CS2020:   Web Science, Sytems and Design

Heavy Content Web Sites: Users and Tasks

modified from http://ijhcs.open.ac.uk/shneiderman/shneiderman-nf.html

As in any user interface design process, we begin by asking: Who are the users? and What are the tasks?

Specific knowledge of science, history, medicine, or other disciplines will influence design. A website for physicians treating lung cancer will differ in content, terminology, writing style, and depth from a website for patients. Communities of users might be museum visitors, students, teachers, researchers, journalists, or professionals. Their motives may range from fact-finding to browsing, professional to casual, or serious to playful.

Knowledge of computers or websites can also influence design, but more important is the distinction between first-time, intermittent and frequent users of a website. First-time users need an overview to understand the range of services and to know what is not available, plus buttons to select actions. Intermittent users need an orderly structure, familiar landmarks, reversibility, and safety during exploration. Frequent users demand shortcuts or macros to speed repeated tasks, compact in-depth information, and extensive services to satisfy their varied needs (Kellogg and Richards, 1995).

Since many applications focus on educational services, appropriate designs should accommodate teachers and students from elementary through university levels. Adult learners and elderly explorers may also get special services or treatments.

Evidence from a survey of 13,000 Web users conducted by Georgia Tech (Pitkow and Kehoe, 1996) shows that the average age of respondents is 35, the median income is above $50,000, and 80% are male. A remarkable 72% are daily users, and are likely to have a professional connection to computing or education. These profiles have shifted from previous surveys and will probably continue moving towards a closer match with the population at large. Of course, the survey was voluntary and drew upon the Web community, so the sample is biased, but still thought provoking.

Identifying the users' tasks also guides designers in shaping a website. Tasks can range from specific fact-finding to more unstructured open-ended browsing of known databases and exploration of the availability of information on a topic:

Specific fact-finding (Known item search)
Find the Library of Congress call number of Future Shock
Find the phone number of Bill Clinton
Find the highest resolution LANDSAT image of College Park at noon on Dec. 13, 1997

Extended fact-finding
What other books are by the author of Jurassic Park?
What kinds of music is Sony publishing?
Which satellites took images of the Persian Gulf War?

Open-ended browsing
Does the Mathew Brady Civil War photo collection show the role of women?
Is there new work on voice recognition in Japan?
Is there a relationship between carbon monoxide levels and desertification?

Exploration of availability
What genealogy information is at the National Archives?
What information is there on the Grateful Dead band members?
Can NASA datasets show acid rain damage to soy crops?

The great gift of the Web is its support for all these possibilities. Specific fact finding is the more traditional application of computerized databases with query languages like SQL, but the Web has dramatically increased the capability of users to browse and explore. It is an equal challenge to support users seeking specific facts and to help users with poorly formed information needs who are just browsing.

A planning document for a website might indicate that the primary audience is North American high school environmental-science teachers and their students, with secondary audiences consisting of other teachers and students, journalists, environmental activists, corporate lobbyists, policy analysts, and amateur scientists. The tasks might be identified as providing access to selected LANDSAT images of North America clustered by and annotated with agricultural, ecological, geological, and meteorological features. Primary access might be by a hierarchical thesaurus of keywords about the features (e.g. floods, hurricanes, volcanoes) from the four topics. Secondary access might be geographical with indexes by state, county, and city, plus selection by pointing at a map. Tertiary access might be by specifying latitude and longitude.

This focus on tasks leads to a model (Section 4) for designers that emphasizes objects and action in the task domain and their presentation in an interface. It also suggests possible improvements in search and navigation (Section 5).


### TO DO
Everything from the line holding "Detect and localize" to the last line of the material below must be retyped exactly, minus any pictures.

# # # # # # #

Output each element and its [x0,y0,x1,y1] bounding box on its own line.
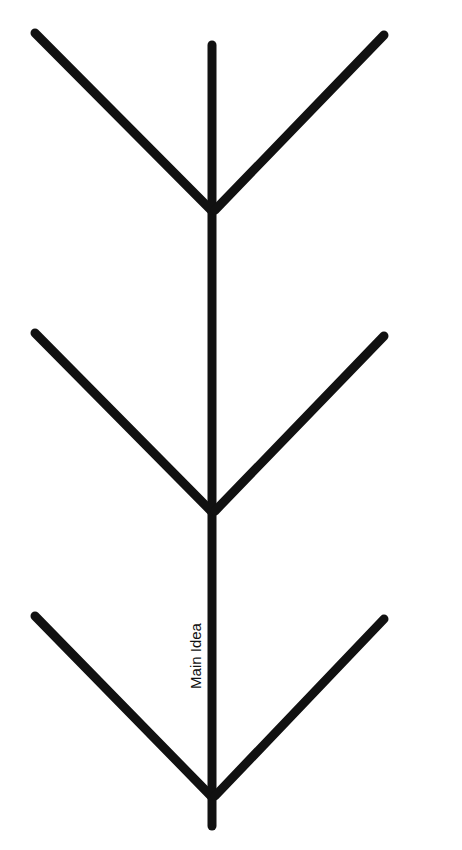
branch-top-left [35,33,211,210]
branch-bottom-right [215,619,384,796]
branch-top-right [215,35,384,210]
spine-label: Main Idea [187,623,204,689]
branch-middle-right [215,336,384,511]
branch-middle-left [35,333,211,511]
branch-bottom-left [35,616,211,796]
fishbone-diagram [0,0,462,850]
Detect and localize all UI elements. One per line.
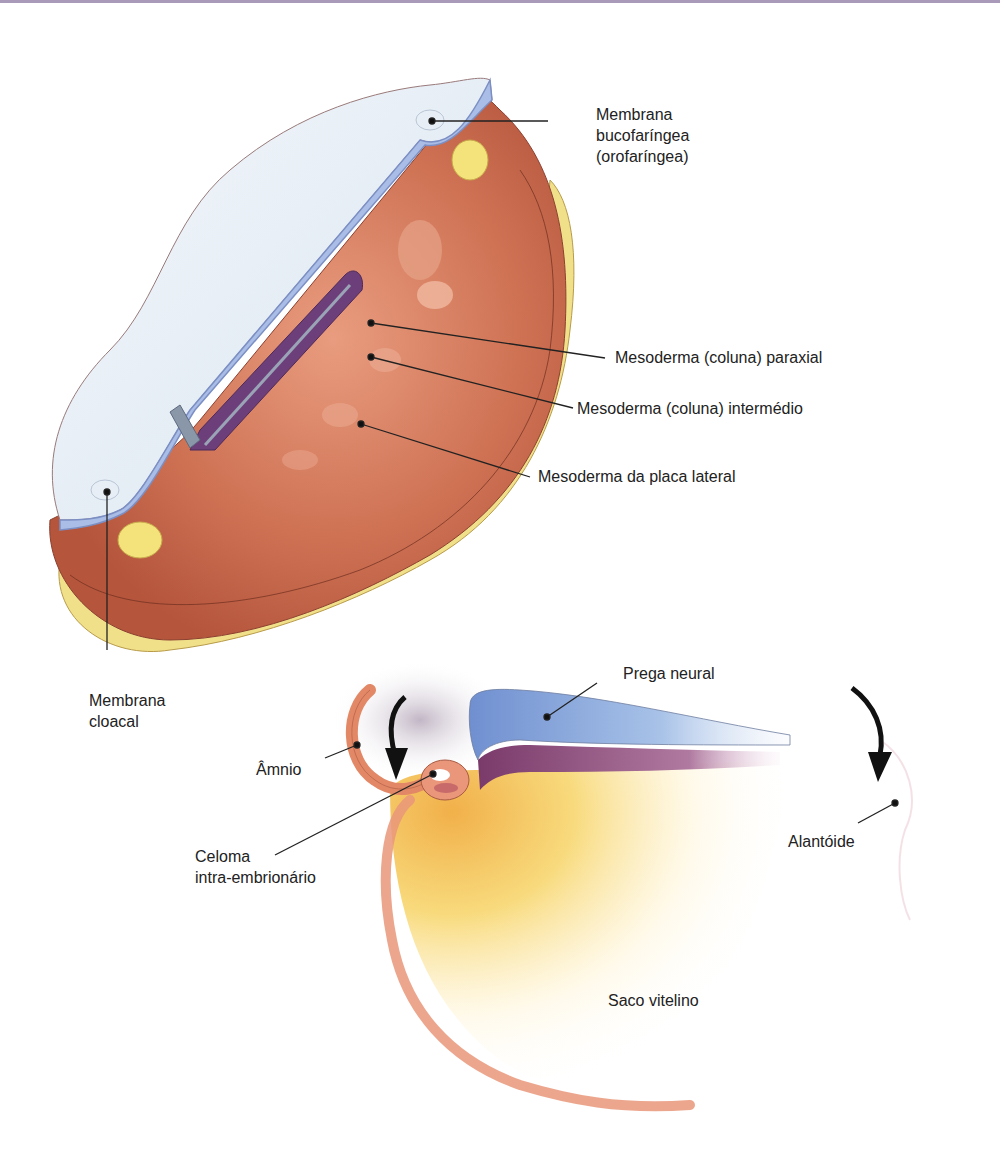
label-line: Membrana <box>596 104 689 125</box>
label-line: Membrana <box>89 690 165 711</box>
label-line: (orofaríngea) <box>596 146 689 167</box>
label-mesoderma-placa-lateral: Mesoderma da placa lateral <box>538 466 735 487</box>
label-mesoderma-intermedio: Mesoderma (coluna) intermédio <box>577 398 803 419</box>
label-celoma: Celoma intra-embrionário <box>195 846 316 888</box>
label-amnio: Âmnio <box>256 759 301 780</box>
label-membrana-bucofaringea: Membrana bucofaríngea (orofaríngea) <box>596 104 689 167</box>
label-saco-vitelino: Saco vitelino <box>608 990 699 1011</box>
label-line: intra-embrionário <box>195 867 316 888</box>
label-alantoide: Alantóide <box>788 831 855 852</box>
sagittal-section <box>330 660 912 1106</box>
label-prega-neural: Prega neural <box>623 663 715 684</box>
label-membrana-cloacal: Membrana cloacal <box>89 690 165 732</box>
label-line: bucofaríngea <box>596 125 689 146</box>
embryo-illustration <box>0 0 1004 1165</box>
label-line: Celoma <box>195 846 316 867</box>
label-line: cloacal <box>89 711 165 732</box>
label-mesoderma-paraxial: Mesoderma (coluna) paraxial <box>615 347 822 368</box>
trilaminar-embryo <box>50 78 574 651</box>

# # # # # # #

### EXPECTED ANSWER
Detect and localize all UI elements. One per line.
label-line: Membrana <box>596 104 689 125</box>
label-line: Membrana <box>89 690 165 711</box>
label-line: (orofaríngea) <box>596 146 689 167</box>
label-mesoderma-placa-lateral: Mesoderma da placa lateral <box>538 466 735 487</box>
label-mesoderma-intermedio: Mesoderma (coluna) intermédio <box>577 398 803 419</box>
label-celoma: Celoma intra-embrionário <box>195 846 316 888</box>
label-amnio: Âmnio <box>256 759 301 780</box>
label-membrana-bucofaringea: Membrana bucofaríngea (orofaríngea) <box>596 104 689 167</box>
label-saco-vitelino: Saco vitelino <box>608 990 699 1011</box>
label-line: intra-embrionário <box>195 867 316 888</box>
label-alantoide: Alantóide <box>788 831 855 852</box>
sagittal-section <box>330 660 912 1106</box>
label-prega-neural: Prega neural <box>623 663 715 684</box>
label-membrana-cloacal: Membrana cloacal <box>89 690 165 732</box>
label-line: bucofaríngea <box>596 125 689 146</box>
embryo-illustration <box>0 0 1004 1165</box>
label-line: Celoma <box>195 846 316 867</box>
label-line: cloacal <box>89 711 165 732</box>
label-mesoderma-paraxial: Mesoderma (coluna) paraxial <box>615 347 822 368</box>
trilaminar-embryo <box>50 78 574 651</box>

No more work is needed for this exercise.